January 2, 2012 — NOTE: The following article from the Gloucester Daily Times cites "two independent analysts, from the Northeast Seafood Coalition and the School of Marine Science and Technology at University of Massachusetts-Dartmouth". The Northeast Seafood Coalition provided the Gloucester Daily Times with a prepared statement offering cursory observations and commentary pertaining to the recent performance report on the Northeast groundfish fishery released by NOAA’s Northeast Fisheries Science Center. To date, the Northeast Seafood Coalition has not conducted a thorough analysis of the report."

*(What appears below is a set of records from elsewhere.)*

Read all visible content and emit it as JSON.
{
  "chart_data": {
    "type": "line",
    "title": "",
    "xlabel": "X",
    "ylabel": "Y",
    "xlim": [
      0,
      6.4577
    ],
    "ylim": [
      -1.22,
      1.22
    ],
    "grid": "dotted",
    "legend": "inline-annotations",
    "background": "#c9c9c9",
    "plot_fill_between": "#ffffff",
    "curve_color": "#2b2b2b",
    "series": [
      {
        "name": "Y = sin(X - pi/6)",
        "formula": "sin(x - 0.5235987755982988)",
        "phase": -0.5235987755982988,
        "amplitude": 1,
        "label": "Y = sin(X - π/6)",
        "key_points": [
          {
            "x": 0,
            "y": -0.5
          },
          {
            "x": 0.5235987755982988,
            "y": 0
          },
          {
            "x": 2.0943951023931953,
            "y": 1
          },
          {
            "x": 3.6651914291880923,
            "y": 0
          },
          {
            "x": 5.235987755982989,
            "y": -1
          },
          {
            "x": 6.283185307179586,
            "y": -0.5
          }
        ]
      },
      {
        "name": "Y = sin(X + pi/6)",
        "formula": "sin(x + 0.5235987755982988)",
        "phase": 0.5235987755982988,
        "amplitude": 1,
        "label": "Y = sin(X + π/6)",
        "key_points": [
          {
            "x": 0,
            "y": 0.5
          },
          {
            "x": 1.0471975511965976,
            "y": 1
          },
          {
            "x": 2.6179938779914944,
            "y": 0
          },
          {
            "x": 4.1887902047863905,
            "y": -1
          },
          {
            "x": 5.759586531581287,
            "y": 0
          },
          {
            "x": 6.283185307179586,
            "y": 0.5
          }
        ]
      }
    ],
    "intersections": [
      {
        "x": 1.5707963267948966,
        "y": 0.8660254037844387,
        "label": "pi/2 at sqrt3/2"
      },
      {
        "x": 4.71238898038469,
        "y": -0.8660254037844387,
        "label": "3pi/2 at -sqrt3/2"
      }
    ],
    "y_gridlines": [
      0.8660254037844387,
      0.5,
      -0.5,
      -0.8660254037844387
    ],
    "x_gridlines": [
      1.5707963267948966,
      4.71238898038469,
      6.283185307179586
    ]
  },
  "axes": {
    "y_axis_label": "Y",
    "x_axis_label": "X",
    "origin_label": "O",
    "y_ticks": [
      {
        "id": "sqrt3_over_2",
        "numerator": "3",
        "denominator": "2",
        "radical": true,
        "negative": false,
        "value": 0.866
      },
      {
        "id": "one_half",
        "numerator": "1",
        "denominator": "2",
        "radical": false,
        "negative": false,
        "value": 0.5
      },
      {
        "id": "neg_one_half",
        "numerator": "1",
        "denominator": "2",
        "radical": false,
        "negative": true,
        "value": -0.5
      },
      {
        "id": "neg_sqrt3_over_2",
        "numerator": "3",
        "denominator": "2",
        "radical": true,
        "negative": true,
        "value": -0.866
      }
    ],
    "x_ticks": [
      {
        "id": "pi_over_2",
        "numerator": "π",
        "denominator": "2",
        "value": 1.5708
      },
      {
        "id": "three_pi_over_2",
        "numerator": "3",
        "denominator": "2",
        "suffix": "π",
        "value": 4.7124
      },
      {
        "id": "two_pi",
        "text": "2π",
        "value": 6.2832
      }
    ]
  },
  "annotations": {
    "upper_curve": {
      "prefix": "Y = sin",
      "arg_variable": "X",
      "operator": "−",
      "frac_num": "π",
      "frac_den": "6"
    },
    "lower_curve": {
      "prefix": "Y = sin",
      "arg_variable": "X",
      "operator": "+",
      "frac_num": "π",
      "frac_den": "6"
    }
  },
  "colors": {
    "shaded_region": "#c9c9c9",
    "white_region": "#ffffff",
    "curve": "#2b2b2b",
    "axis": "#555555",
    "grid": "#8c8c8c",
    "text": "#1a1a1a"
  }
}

The NOAA Fisheries Science Center has published an analysis of the 2011 Northeast groundfishery — the second year of catch share trading activity and the last year of optimism in a fishery that has descended into a recognized “disaster.”
And the report acknowledges the size of the fleet diminishing while the “economic performance” of the survivors “has generally improved.”
But two independent analysts, from the Northeast Seafood Coalition and the School of Marine Science and Technology at University of Massachusetts-Dartmouth, see evidence of discouraging trends in the Science Center report. The coalition cited volatility and a researcher for the so-called SMAST program said the report shows troubling signs of uneven distribution of revenues.
The annual report on the groundfishery found the size of the fleet in 2011 to be 9.1 percent smaller than 2009, the last year before the industry was re-engineered into a two-tiered system — fishing cooperatives buying, selling, leasing, and trading quota in catch shares, and a small common pool of boats operating independently under the old days-at-sea limits.
The new report shows that Gloucester suffered the most extreme loss in active vessels from 2009 to 2011 — a drop of 29 percent, from 98 to 70, including a loss of five boats from 2010 to 2011 after a wider initial collapse.